Posted in Advent of Code

Hello everyone, it’s time for your Advent of Code 2021 Day 17 cruise log. I’m late by a few days as days 16 got me good and a busy weekend led to me skipping days 18 and 19. Eventually, I managed to defeat day 16 after day 17 but only took unrefined notes for this post. Do not worry, the day 16 revenge post will arrive once I edit it. Since I completed day 20 fairly quickly this morning, I will post it as well tonight, I hope. Alright, enough ramblings, let’s jump into. Note that all the date references are from notes taken on December 17th when I took on that challenge.

As I write this, I don’t quite remember what this was about but luckily, I grabbed screenshots as I went through the challenge. Oh yes, this is the one where we need to calculate the launch vector to launch a probe with style. Here, the input data consists of some random text mixed with x and y ranges defining a target area. The target area in which we want our probe to land.

First things first, I wrote some code to make sure I understood the problem. This code uses the answer vector from the sample and counts explicitly the number of steps needed to reach the target area. In the end, I check that the position is part of the target area.

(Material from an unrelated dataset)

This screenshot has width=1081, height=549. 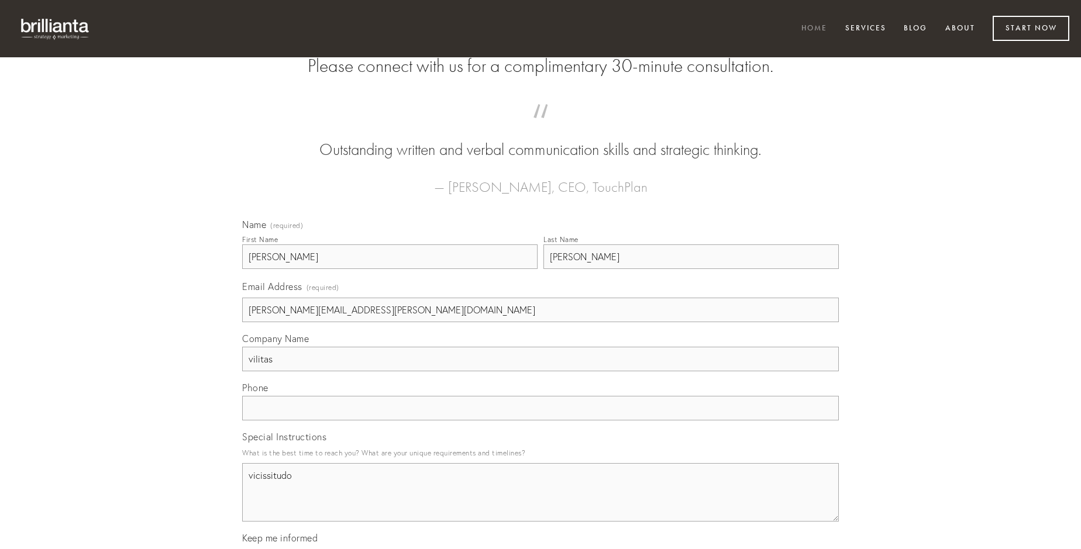 I want to click on span: Special Instructions, so click(x=284, y=437).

Original digging to make sure my target area gets parsed properly and that rules work for sample vector

Fortunately, this proves my containing check works as expected. Now I make a change to make sure I don’t need to hardcode steps. I add a canBeReached method that returns true if we’re before the smallest x and y values from the target area meaning that we’re not there yet but still can get there.

Now I have code that loops until the vector hits the target or can’t reach it anymore

Now this works as well, so far I’m only going through these steps by running the debugger. Even though it is a good start, I still need to guess the right vector. After some experimenting, I figured I should search for the first vector where the final y is not below the target area. From there, I update the vector until the final x is not after the target area ends. After writing that code, I ran the test and it passed!

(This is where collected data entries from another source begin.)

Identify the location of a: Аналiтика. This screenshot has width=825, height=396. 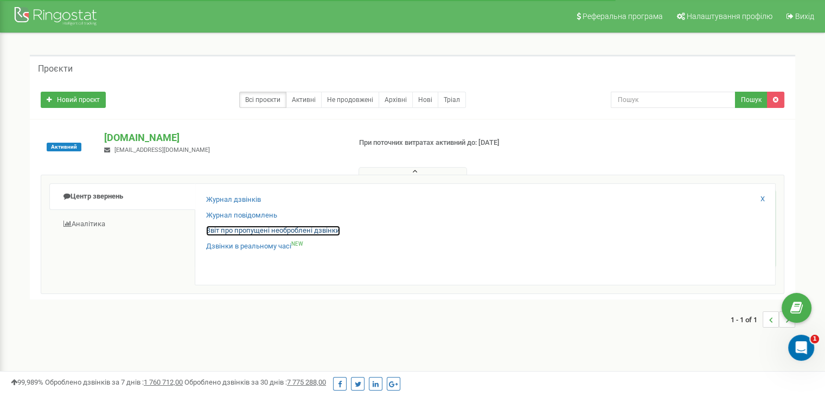
(122, 224).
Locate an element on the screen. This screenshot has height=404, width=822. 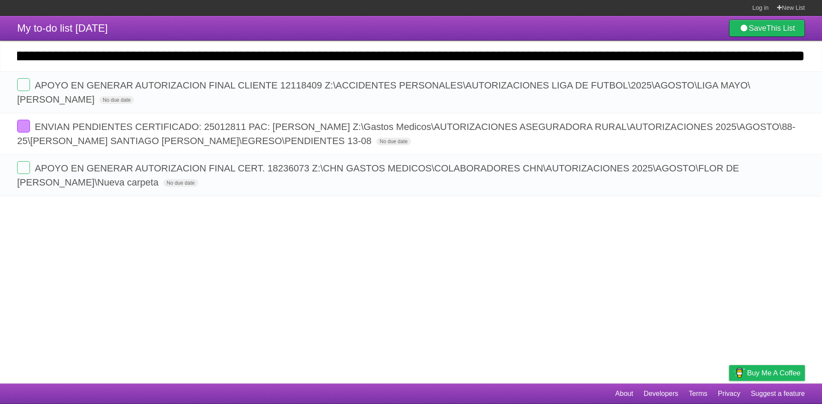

From there I followed my AoC tradition of running code against real input as soon as my part test passes.

Oh dang

Even though the test passed but I got the wrong answer with the real input. Time for a break and a shower. Unlike yesterday, at least I managed to get the sample input testing all green. That is something. But still, let’s have a break since I’ve gotta start work in about an hour.

Flash-forward a few hours, after a long yet interesting day at work ending at about 6 pm. It is finally time to switch laptops and finish this. I decided to use flair on this one and try to see what happens if I explore all the vectors with y between the 0 and the bottom-right y. The test passed and I got my first star in 48 hours!

Can’t imagine how good it feels to claim stars again

As for the second part, I dreaded another hours long challenge but fortunately, my part one implementation did the heavy lifting. From there a double loop iterating through all possible vectors worked. 32 stars, one day too late but I’ll catch up with day 16.

advent of code 2021 day 17 success
32 stars!

Thank you for reading my Advent of Code 2021 Day 17 log, I will see you when I see you. You can check out my previous entry right here. You can find my code in my 2021 Advent of Code repository on Github.